Two years ago, at the height of the pandemic, lecturer Claire Wardle took voluntary redundancy from a local college – now she employs 10 staff helping our region’s most vulnerable people.
Faced with the choice of leaving her former employer – or continuing in a vastly reduced team – Claire Wardle opted for redundancy in May 2020. The following month she’d set up her own business Key Subject Tuition in Cookson House, South Shields, with the aim of teaching students in the evenings.
Two years on – with ten colleagues – Claire’s students include women escaping the Ukrainian war, asylum seekers fleeing persecution, as well as local parents home-schooling children.
Claire explained:
“I thought it was just going to be a private tuition centre for maths and English. Then we were approached by various companies in the area asking for support and it just grew massively from there. Soon tuition was fully booked and I had to look for more staff.”
Since then, Claire and her team put together a training package teaching English Speakers of Other Languages (ESOL) to win a contract with South Tyneside Works. Their clients include 20 asylum seekers, many of which are keen, not only to learn English to an employable standard, but also to learn maths and IT skills. In recent months, they have been joined by 19 Ukrainian women whose husbands are back home fighting in the war against Russia.
Claire adds:
“The women want to do all the classes they can. So much so that we’re oversubscribed and we’re having to put more lessons on during the week. Many of the women are so distressed and upset but, thankfully, our classes can be a positive distraction.
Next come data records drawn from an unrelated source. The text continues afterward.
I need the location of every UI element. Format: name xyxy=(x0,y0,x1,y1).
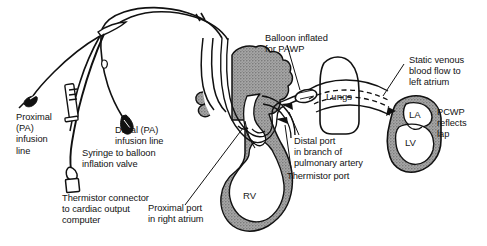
label-pcwp: PCWP reflects lap xyxy=(437,107,467,141)
balloon-inflation-line xyxy=(73,36,100,112)
structure-label-lv: LV xyxy=(405,137,416,148)
distal-line xyxy=(101,36,122,116)
structure-label-rv: RV xyxy=(243,190,256,201)
left-heart-illustration xyxy=(386,96,441,172)
label-static-venous-flow: Static venous blood flow to left atrium xyxy=(409,55,464,89)
proximal-line-tip xyxy=(19,94,38,108)
svc-wall-right xyxy=(212,38,226,112)
catheter-hub xyxy=(98,22,126,36)
balloon-inflated xyxy=(294,87,318,104)
label-syringe-inflation-valve: Syringe to balloon inflation valve xyxy=(82,148,156,170)
main-shaft-inner xyxy=(104,12,228,40)
structure-label-lungs: Lungs xyxy=(326,91,352,102)
pa-catheter-diagram: Proximal (PA) infusion line Distal (PA) … xyxy=(0,0,487,246)
structure-label-la: LA xyxy=(409,109,421,120)
label-thermistor-port: Thermistor port xyxy=(287,171,349,182)
leader-static-venous xyxy=(383,64,404,96)
label-proximal-port: Proximal port in right atrium xyxy=(148,203,204,225)
heart-illustration xyxy=(196,38,295,231)
label-balloon-inflated: Balloon inflated for PAWP xyxy=(265,33,328,55)
label-proximal-infusion-line: Proximal (PA) infusion line xyxy=(16,112,52,157)
label-distal-port: Distal port in branch of pulmonary arter… xyxy=(294,136,363,170)
thermistor-connector-icon xyxy=(65,167,79,192)
vessel-stump-lower xyxy=(198,104,210,117)
label-thermistor-connector: Thermistor connector to cardiac output c… xyxy=(62,193,149,227)
line-collar xyxy=(102,60,108,68)
vessel-stump-upper xyxy=(196,92,205,105)
label-distal-infusion-line: Distal (PA) infusion line xyxy=(115,125,163,147)
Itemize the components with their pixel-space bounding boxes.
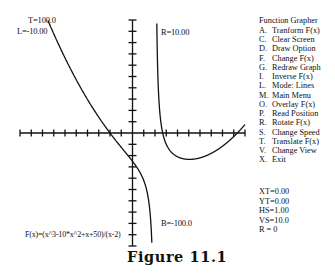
vs-readout: VS=10.0	[259, 216, 289, 226]
curve-right-branch	[157, 23, 245, 159]
menu-item-key: D.	[259, 44, 272, 53]
menu-item-redraw-graph[interactable]: G.Redraw Graph	[259, 63, 321, 72]
menu-item-label: Main Menu	[272, 91, 311, 100]
menu-item-key: X.	[259, 155, 272, 164]
menu-item-key: P.	[259, 109, 272, 118]
function-curve	[48, 20, 245, 242]
menu-item-exit[interactable]: X.Exit	[259, 155, 321, 164]
menu-item-key: V.	[259, 146, 272, 155]
menu-item-label: Exit	[272, 155, 286, 164]
menu-item-inverse-f-x[interactable]: I.Inverse F(x)	[259, 72, 321, 81]
hs-readout: HS=1.00	[259, 206, 289, 216]
menu-item-key: R.	[259, 118, 272, 127]
menu-item-label: Change Speed	[272, 128, 320, 137]
r-readout: R = 0	[259, 225, 289, 235]
menu-item-translate-f-x[interactable]: T.Translate F(x)	[259, 137, 321, 146]
left-bound-label: L=-10.00	[17, 27, 47, 36]
menu-item-key: A.	[259, 26, 272, 35]
menu-item-change-speed[interactable]: S.Change Speed	[259, 128, 321, 137]
menu-item-tranform-f-x[interactable]: A.Tranform F(x)	[259, 26, 321, 35]
menu-item-change-view[interactable]: V.Change View	[259, 146, 321, 155]
xt-readout: XT=0.00	[259, 187, 289, 197]
menu-item-label: Tranform F(x)	[272, 26, 320, 35]
menu-item-label: Inverse F(x)	[272, 72, 313, 81]
menu-item-change-f-x[interactable]: F.Change F(x)	[259, 54, 321, 63]
menu-item-main-menu[interactable]: M.Main Menu	[259, 91, 321, 100]
menu-item-label: Read Position	[272, 109, 318, 118]
menu-item-key: T.	[259, 137, 272, 146]
menu-item-rotate-f-x[interactable]: R.Rotate F(x)	[259, 118, 321, 127]
bottom-bound-label: B=-100.0	[161, 219, 192, 228]
top-bound-label: T=100.0	[28, 16, 56, 25]
menu-item-label: Translate F(x)	[272, 137, 319, 146]
menu-item-clear-screen[interactable]: C.Clear Screen	[259, 35, 321, 44]
menu-item-label: Rotate F(x)	[272, 118, 310, 127]
menu-item-key: L.	[259, 81, 272, 90]
menu-item-key: C.	[259, 35, 272, 44]
menu-item-key: F.	[259, 54, 272, 63]
yt-readout: YT=0.00	[259, 197, 289, 207]
menu-item-key: O.	[259, 100, 272, 109]
menu-item-key: S.	[259, 128, 272, 137]
menu-item-label: Overlay F(x)	[272, 100, 315, 109]
menu-item-key: M.	[259, 91, 272, 100]
menu-item-label: Change View	[272, 146, 317, 155]
right-bound-label: R=10.00	[161, 28, 189, 37]
menu: Function Grapher A.Tranform F(x)C.Clear …	[259, 16, 321, 165]
menu-title: Function Grapher	[259, 16, 321, 25]
menu-item-mode-lines[interactable]: L.Mode: Lines	[259, 81, 321, 90]
menu-item-key: G.	[259, 63, 272, 72]
menu-item-label: Redraw Graph	[272, 63, 321, 72]
axes	[20, 20, 245, 246]
menu-item-label: Draw Option	[272, 44, 316, 53]
menu-item-key: I.	[259, 72, 272, 81]
figure-caption: Figure 11.1	[127, 248, 227, 265]
menu-item-label: Clear Screen	[272, 35, 315, 44]
function-label: F(x)=(x^3-10*x^2+x+50)/(x-2)	[25, 230, 120, 239]
menu-item-label: Mode: Lines	[272, 81, 314, 90]
menu-item-label: Change F(x)	[272, 54, 314, 63]
status-panel: XT=0.00 YT=0.00 HS=1.00 VS=10.0 R = 0	[259, 187, 289, 235]
menu-item-overlay-f-x[interactable]: O.Overlay F(x)	[259, 100, 321, 109]
menu-item-read-position[interactable]: P.Read Position	[259, 109, 321, 118]
menu-item-draw-option[interactable]: D.Draw Option	[259, 44, 321, 53]
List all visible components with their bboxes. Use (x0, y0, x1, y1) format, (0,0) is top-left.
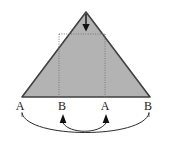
diagram-canvas (0, 0, 171, 141)
outer-arc-connector (22, 113, 149, 133)
base-label-b2: B (141, 100, 155, 112)
base-label-a1: A (13, 100, 27, 112)
base-label-a2: A (98, 100, 112, 112)
base-label-b1: B (55, 100, 69, 112)
inner-arc-connector (63, 123, 106, 131)
up-arrow-icon-b (60, 114, 67, 123)
up-arrow-icon-a (103, 114, 110, 123)
figure-container: A B A B (0, 0, 171, 141)
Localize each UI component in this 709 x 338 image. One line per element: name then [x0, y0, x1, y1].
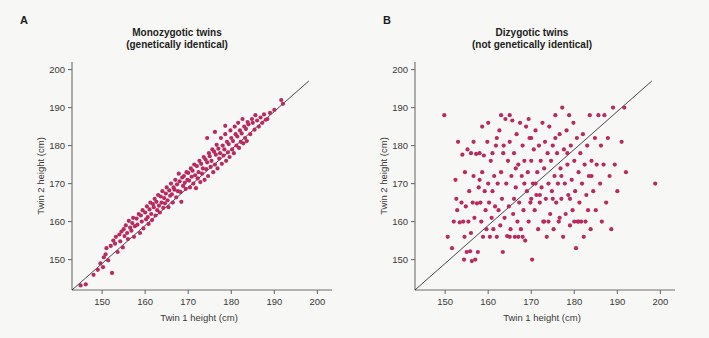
- x-axis-title: Twin 1 height (cm): [160, 312, 238, 323]
- scatter-point: [551, 144, 555, 148]
- scatter-point: [223, 132, 227, 136]
- scatter-point: [251, 121, 255, 125]
- y-tick-label: 150: [49, 254, 65, 265]
- scatter-point: [190, 169, 194, 173]
- scatter-point: [485, 140, 489, 144]
- scatter-point: [224, 159, 228, 163]
- scatter-point: [203, 178, 207, 182]
- scatter-point: [472, 216, 476, 220]
- scatter-point: [244, 127, 248, 131]
- scatter-point: [602, 113, 606, 117]
- scatter-point: [493, 204, 497, 208]
- scatter-point: [596, 113, 600, 117]
- x-tick-label: 200: [309, 296, 325, 307]
- scatter-point: [469, 231, 473, 235]
- scatter-point: [240, 131, 244, 135]
- scatter-point: [222, 147, 226, 151]
- scatter-point: [96, 268, 100, 272]
- x-tick-label: 160: [480, 296, 496, 307]
- scatter-point: [281, 102, 285, 106]
- scatter-point: [167, 188, 171, 192]
- scatter-point: [98, 261, 102, 265]
- scatter-point: [510, 118, 514, 122]
- scatter-point: [188, 185, 192, 189]
- scatter-point: [559, 197, 563, 201]
- scatter-point: [178, 179, 182, 183]
- scatter-point: [589, 227, 593, 231]
- scatter-point: [245, 139, 249, 143]
- scatter-point: [598, 182, 602, 186]
- scatter-point: [139, 213, 143, 217]
- scatter-point: [546, 151, 550, 155]
- scatter-point: [463, 170, 467, 174]
- scatter-point: [564, 212, 568, 216]
- scatter-point: [464, 204, 468, 208]
- scatter-point: [582, 235, 586, 239]
- scatter-point: [558, 216, 562, 220]
- scatter-point: [149, 212, 153, 216]
- scatter-point: [228, 128, 232, 132]
- x-tick-label: 150: [94, 296, 110, 307]
- scatter-point: [518, 121, 522, 125]
- twin-height-scatter-figure: A Monozygotic twins (genetically identic…: [0, 0, 709, 338]
- scatter-point: [206, 174, 210, 178]
- scatter-point: [198, 180, 202, 184]
- scatter-point: [564, 128, 568, 132]
- scatter-point: [186, 171, 190, 175]
- scatter-point: [613, 163, 617, 167]
- scatter-point: [575, 136, 579, 140]
- x-tick-label: 160: [137, 296, 153, 307]
- scatter-point: [585, 144, 589, 148]
- scatter-point: [454, 197, 458, 201]
- scatter-point: [543, 140, 547, 144]
- scatter-point: [213, 163, 217, 167]
- scatter-point: [460, 153, 464, 157]
- scatter-point: [514, 185, 518, 189]
- scatter-point: [599, 144, 603, 148]
- scatter-point: [471, 140, 475, 144]
- scatter-points: [442, 106, 657, 264]
- scatter-point: [158, 210, 162, 214]
- scatter-point: [114, 235, 118, 239]
- scatter-point: [141, 226, 145, 230]
- scatter-point: [583, 163, 587, 167]
- scatter-point: [124, 223, 128, 227]
- scatter-point: [471, 174, 475, 178]
- scatter-point: [499, 170, 503, 174]
- scatter-point: [559, 174, 563, 178]
- scatter-point: [240, 117, 244, 121]
- scatter-point: [489, 159, 493, 163]
- scatter-point: [465, 250, 469, 254]
- scatter-point: [177, 172, 181, 176]
- scatter-point: [576, 220, 580, 224]
- scatter-point: [524, 125, 528, 129]
- scatter-point: [84, 282, 88, 286]
- scatter-point: [504, 182, 508, 186]
- scatter-point: [515, 220, 519, 224]
- scatter-point: [611, 106, 615, 110]
- scatter-point: [539, 185, 543, 189]
- scatter-point: [134, 216, 138, 220]
- scatter-point: [113, 242, 117, 246]
- scatter-point: [481, 235, 485, 239]
- scatter-point: [456, 140, 460, 144]
- scatter-point: [495, 235, 499, 239]
- scatter-point: [536, 227, 540, 231]
- scatter-point: [262, 112, 266, 116]
- y-tick-label: 160: [49, 216, 65, 227]
- scatter-point: [490, 216, 494, 220]
- scatter-point: [232, 151, 236, 155]
- scatter-point: [609, 227, 613, 231]
- scatter-point: [209, 159, 213, 163]
- scatter-point: [166, 205, 170, 209]
- scatter-point: [545, 235, 549, 239]
- x-tick-label: 170: [180, 296, 196, 307]
- x-tick-label: 180: [566, 296, 582, 307]
- scatter-point: [486, 182, 490, 186]
- scatter-point: [577, 201, 581, 205]
- scatter-point: [570, 178, 574, 182]
- scatter-point: [494, 144, 498, 148]
- scatter-point: [170, 192, 174, 196]
- scatter-point: [547, 125, 551, 129]
- scatter-point: [478, 201, 482, 205]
“It means they’ve got some comfort with people from home who speak their language and they can chat with each other and, on other days, meet up and support each other”
Key Subject Tuition has also won the contract to deliver Multiply, the governments new adult numeracy programme.
For that, Claire is overseeing bespoke classes including working with the DWP and local foodbanks teaching debt and money management and helping parents to assist children sitting SATs and GCSEs.
A third class will help parents teaching children who have chosen not to attend school for reasons as diverse as bullying, anxiety and transgender pupils in transition.
What has made her success extra special is that Claire herself struggled with dyslexia at school.
“I left with little in the way of qualifications. Redundancy was a low point but within weeks I was searching YouTube trying to find out how to make a website for my new business and it’s just grown and grown,” she explained
“I get very emotional when I think about how far we’ve come and who we have helped. Everyone, without exception, just wants to play their part in the local community. They want to work and they want to contribute what they can.”
Last month Key Subject Tuition joined those adding their name to the South Tyneside Pledge. The business has promised to help boost local economic activity, reduce health inequalities, reduce carbon emissions and enhance civic pride.
Cllr Margaret Meling, Lead Member for Economic Growth, Skills and Climate Change, said:
“For Claire to have set up Key Subjection Tuition amidst the pandemic, when there was so much uncertainty, and to see where it is now is remarkable.
“It is a personal success story, but it is also a reflection of what happens when you have the energy and the dedication and the desire to help.
“Claire has built a great team and it is a very modern community business – employing locally and providing a vital local service. It is a real local asset and a fitting example of the South Tyneside Pledge in action”.